Artisan Handmade Wooden Alaskan Arctic 3-Leg Desk Easel with Photographic Images
These wooden easel's are handmade and have a center folding leg for displaying on your desk, mantle or anywhere you have a flat surface...enjoy the Last Frontier right in your living room. The easel dimensions are approx. : 6-1/2 inch height x 6-1/8 inch width and have six unique photographic images of the area. The photo's are:
(1) Summer Camp: Barrow youngsters and their camp counselors deplane the Arctic way- onto a riverbank's gravel, complete with all their usual camping equipment for a few weeks of fun and frolic. Studies in their native Inuit way of life are threaded among daily chores where all participate.
(2) Polar Bear: An October den-up visitor rambles by the warehouse at Lonely, an outpost along the Arctic Coast as remote as it's name implies. These royal denizens are most curious, batting at anything that flaps in nearly constant winds but rarely attacking anything which does not smell like seal, their favorite meal.
(3) Village Youngster: Warmly padded in furs against the bitter cold, this toddler ambles across a village lake in the low light of winter. Children's parkas are made from the hides of local game often fur-lined for added warmth. In temperatures below freezing for many months, fur parkas keep the little ones safe and healthy.
(4) Pow Main DEWline Station: The northernmost U.S.A.F. defense facility with its misplaced totem stands adjacent Barrow's spit hooking north to divide the Chukchi Sea on the west from the Beaufort Sea to the east. Totems, this specimen admittedly the northernmost, are not of Inuit creation but integral to Alaska's southern coastal people.
(5) Meat and Fish Drying Rack: At old Pt. Lay village, caribou strips dry quickly in the deep arctic freeze. This drying rack stands mute evidence of what once was a thriving community. Forced to rebuild away from the encroaching Chukchi Sea, a new inland village lies safely about 3 miles over the tundra by 4-wheeler - nearly 1 mile by snowmachine across the frozen bay during winter.
(6) Arctic Fox: Ragged in his early spring coat mottled by leftover tufts of white winter fur, this arctic fox is out scrounging for a meal. An unsuspecting lemming perhaps. The arctic fox's very large ears are exceptionally suited for hearing lemmings skitter along snow-buried paths in the winter or rustling through tall grasses in the summertime.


Work to complete
Wherever the word "females" turns up in a line of the entries, copy that line.

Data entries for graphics
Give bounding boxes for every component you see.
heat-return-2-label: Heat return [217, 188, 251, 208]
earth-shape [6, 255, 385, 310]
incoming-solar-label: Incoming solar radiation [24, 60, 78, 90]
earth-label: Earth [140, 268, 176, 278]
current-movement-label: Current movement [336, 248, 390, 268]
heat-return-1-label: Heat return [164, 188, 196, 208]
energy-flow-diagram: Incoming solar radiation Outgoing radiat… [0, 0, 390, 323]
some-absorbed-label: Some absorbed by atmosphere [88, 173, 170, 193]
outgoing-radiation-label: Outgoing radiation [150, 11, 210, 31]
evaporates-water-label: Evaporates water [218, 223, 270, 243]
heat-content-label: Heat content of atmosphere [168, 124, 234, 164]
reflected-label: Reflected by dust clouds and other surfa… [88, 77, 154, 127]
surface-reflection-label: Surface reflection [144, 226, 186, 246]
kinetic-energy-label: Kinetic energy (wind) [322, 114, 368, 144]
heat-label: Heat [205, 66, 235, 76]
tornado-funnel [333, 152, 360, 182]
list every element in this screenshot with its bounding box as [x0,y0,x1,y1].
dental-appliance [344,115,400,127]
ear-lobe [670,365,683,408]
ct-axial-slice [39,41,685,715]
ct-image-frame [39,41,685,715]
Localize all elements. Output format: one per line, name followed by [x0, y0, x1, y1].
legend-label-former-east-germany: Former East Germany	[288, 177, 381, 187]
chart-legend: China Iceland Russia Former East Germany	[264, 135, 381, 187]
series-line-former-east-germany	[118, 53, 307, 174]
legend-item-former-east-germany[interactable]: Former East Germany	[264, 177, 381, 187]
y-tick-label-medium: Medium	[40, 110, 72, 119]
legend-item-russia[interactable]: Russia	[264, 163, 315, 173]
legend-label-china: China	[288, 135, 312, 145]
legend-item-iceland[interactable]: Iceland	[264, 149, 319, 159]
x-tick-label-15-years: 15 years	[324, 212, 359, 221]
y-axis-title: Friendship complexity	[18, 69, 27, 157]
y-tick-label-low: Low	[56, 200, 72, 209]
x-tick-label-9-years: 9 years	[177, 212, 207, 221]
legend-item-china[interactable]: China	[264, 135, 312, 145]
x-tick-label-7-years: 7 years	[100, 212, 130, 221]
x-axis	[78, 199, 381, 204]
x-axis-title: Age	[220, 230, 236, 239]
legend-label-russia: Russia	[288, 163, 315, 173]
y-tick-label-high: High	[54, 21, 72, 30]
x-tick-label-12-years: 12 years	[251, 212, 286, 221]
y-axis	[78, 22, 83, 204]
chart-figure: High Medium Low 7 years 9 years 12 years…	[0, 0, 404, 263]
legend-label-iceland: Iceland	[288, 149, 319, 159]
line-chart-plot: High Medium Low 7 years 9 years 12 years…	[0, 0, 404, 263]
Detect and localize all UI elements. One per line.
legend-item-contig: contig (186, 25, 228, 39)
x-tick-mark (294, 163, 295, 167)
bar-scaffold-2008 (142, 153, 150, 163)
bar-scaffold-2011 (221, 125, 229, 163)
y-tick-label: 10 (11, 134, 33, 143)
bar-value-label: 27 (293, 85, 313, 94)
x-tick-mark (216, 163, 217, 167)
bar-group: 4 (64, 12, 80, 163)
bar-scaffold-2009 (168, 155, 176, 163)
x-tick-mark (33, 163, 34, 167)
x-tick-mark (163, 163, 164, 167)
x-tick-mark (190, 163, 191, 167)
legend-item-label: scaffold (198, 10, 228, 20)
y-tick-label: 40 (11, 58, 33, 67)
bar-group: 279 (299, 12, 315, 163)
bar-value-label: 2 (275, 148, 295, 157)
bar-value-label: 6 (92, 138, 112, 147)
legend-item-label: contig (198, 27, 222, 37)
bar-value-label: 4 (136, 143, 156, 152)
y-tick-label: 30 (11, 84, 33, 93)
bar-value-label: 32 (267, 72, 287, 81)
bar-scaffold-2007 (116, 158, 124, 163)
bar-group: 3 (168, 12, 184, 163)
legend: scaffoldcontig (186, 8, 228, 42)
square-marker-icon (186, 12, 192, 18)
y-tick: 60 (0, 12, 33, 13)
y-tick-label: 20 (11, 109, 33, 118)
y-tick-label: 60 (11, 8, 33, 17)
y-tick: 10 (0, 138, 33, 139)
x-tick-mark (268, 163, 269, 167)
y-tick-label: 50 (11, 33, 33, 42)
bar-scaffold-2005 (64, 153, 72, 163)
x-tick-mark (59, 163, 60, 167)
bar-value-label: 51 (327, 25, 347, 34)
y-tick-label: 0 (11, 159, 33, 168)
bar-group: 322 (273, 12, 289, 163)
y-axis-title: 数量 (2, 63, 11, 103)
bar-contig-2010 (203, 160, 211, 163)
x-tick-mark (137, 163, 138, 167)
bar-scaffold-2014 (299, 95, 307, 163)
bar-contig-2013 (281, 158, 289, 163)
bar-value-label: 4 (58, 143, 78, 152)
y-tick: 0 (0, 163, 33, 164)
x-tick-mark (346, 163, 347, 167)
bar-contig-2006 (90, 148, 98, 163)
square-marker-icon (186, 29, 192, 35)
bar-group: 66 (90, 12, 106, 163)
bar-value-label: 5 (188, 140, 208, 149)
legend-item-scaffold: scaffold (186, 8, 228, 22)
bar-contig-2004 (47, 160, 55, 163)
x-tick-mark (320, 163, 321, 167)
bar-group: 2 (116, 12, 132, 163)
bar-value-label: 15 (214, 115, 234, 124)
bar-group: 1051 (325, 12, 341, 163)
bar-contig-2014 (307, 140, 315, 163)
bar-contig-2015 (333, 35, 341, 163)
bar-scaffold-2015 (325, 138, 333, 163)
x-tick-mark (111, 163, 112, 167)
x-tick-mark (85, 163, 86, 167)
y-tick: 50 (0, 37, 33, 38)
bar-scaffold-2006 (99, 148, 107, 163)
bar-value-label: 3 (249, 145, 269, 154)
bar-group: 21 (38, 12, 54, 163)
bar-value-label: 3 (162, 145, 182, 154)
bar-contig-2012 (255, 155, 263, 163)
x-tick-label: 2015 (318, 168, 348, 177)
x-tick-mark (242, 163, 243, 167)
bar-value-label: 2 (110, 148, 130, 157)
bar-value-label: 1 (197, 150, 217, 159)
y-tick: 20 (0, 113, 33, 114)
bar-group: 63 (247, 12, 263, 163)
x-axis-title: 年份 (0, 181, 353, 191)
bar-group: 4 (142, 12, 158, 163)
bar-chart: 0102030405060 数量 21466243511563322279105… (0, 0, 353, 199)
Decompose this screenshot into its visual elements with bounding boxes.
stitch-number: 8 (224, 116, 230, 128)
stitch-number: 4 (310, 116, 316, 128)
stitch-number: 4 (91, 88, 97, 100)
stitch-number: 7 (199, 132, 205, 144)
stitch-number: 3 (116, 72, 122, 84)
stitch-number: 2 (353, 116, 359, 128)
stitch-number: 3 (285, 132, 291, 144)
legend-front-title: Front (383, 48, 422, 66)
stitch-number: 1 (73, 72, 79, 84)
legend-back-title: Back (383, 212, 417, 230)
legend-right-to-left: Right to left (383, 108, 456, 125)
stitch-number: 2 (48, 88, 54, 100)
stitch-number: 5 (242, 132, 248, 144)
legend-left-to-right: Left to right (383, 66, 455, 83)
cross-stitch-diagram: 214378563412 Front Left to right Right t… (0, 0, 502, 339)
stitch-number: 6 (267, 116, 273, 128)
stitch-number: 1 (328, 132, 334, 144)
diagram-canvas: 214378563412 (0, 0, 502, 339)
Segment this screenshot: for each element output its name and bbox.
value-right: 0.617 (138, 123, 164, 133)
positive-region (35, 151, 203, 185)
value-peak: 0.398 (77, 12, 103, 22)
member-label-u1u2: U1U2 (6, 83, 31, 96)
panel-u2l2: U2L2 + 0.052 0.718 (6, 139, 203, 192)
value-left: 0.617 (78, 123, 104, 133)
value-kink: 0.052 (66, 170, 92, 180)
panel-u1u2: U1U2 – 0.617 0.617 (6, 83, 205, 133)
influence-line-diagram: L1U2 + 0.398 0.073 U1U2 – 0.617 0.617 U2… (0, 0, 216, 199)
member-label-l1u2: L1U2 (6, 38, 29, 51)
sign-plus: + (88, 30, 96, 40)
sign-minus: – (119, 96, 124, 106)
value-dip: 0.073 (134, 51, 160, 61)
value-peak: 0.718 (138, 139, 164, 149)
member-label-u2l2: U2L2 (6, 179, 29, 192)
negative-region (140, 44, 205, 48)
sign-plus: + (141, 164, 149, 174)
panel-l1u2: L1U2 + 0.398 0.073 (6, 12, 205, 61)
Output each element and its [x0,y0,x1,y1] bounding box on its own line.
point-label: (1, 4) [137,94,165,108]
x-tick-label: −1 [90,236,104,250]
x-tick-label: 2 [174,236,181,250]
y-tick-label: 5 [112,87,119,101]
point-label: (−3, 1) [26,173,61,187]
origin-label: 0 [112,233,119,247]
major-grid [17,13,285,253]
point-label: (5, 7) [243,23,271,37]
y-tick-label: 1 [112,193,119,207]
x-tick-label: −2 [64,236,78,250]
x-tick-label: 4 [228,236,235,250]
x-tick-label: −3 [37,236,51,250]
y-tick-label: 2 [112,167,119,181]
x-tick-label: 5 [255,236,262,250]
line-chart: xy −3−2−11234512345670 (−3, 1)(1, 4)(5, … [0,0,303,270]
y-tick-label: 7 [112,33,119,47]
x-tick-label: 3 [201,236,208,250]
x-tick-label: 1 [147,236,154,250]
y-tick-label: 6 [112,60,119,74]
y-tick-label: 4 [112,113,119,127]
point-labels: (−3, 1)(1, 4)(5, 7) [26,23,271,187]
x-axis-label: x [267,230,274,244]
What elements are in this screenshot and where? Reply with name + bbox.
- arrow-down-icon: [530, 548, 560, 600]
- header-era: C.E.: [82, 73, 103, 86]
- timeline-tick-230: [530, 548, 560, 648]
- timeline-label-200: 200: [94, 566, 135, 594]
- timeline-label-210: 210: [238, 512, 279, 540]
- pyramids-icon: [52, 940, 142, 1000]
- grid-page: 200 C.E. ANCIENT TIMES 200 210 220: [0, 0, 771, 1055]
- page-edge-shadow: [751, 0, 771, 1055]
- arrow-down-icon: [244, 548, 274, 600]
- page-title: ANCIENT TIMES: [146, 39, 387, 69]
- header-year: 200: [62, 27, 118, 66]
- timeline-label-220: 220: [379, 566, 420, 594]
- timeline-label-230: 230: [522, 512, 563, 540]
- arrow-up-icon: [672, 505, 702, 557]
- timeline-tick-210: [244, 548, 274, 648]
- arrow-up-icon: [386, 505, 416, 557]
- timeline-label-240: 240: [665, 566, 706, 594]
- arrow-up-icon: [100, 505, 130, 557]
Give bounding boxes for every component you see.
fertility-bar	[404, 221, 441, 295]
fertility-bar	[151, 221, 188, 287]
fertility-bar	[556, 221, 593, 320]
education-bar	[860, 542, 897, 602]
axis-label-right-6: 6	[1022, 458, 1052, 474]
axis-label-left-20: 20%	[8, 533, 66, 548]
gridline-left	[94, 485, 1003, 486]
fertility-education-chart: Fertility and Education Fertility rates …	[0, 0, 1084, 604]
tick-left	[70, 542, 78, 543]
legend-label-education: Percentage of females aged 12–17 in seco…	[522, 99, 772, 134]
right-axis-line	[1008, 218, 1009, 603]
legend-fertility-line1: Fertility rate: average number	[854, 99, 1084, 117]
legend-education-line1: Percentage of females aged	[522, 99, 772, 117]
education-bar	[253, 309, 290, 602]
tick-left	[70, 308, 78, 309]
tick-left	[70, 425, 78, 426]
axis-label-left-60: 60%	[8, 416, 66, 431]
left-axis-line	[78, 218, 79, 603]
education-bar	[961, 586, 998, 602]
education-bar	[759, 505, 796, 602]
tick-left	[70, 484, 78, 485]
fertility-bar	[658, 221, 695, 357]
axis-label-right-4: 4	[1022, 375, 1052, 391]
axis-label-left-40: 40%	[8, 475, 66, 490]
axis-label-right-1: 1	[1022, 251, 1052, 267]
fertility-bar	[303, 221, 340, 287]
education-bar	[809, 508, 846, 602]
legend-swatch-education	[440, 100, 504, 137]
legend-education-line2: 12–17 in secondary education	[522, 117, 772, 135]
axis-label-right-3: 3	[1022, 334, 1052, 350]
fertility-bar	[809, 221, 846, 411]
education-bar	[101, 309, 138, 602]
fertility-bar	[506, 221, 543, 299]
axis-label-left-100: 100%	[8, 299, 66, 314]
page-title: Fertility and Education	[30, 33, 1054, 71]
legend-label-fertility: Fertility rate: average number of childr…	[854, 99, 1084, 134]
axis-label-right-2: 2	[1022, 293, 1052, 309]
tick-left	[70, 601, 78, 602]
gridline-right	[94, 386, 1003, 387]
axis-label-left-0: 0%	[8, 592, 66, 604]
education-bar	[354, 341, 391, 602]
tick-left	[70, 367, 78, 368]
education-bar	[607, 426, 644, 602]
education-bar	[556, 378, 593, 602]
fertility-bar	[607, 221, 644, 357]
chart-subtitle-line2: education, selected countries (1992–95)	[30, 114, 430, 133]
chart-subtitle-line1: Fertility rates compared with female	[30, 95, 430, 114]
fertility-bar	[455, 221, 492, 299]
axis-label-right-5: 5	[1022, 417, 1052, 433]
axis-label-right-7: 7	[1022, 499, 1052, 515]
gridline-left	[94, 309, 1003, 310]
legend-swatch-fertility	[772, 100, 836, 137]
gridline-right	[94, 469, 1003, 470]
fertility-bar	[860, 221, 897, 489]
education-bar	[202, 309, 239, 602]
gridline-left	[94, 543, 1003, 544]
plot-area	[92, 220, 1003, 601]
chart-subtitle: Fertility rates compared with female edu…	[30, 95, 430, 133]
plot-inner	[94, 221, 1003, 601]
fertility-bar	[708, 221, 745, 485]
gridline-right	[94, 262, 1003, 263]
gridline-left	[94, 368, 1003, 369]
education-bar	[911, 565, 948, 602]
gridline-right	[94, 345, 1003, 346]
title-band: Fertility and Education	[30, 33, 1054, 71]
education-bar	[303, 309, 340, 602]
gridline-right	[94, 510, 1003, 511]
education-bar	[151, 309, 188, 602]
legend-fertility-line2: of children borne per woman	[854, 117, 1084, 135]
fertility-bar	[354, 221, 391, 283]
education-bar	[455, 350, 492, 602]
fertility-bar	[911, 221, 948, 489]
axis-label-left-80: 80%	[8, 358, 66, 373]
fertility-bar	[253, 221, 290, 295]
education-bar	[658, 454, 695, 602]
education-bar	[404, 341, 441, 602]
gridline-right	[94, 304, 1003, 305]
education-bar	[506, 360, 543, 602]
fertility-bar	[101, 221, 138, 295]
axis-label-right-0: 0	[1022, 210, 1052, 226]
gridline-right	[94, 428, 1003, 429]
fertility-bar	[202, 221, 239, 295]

Task solution
legend-label-education: Percentage of females aged 12–17 in seco…	[522, 99, 772, 134]
legend-education-line1: Percentage of females aged	[522, 99, 772, 117]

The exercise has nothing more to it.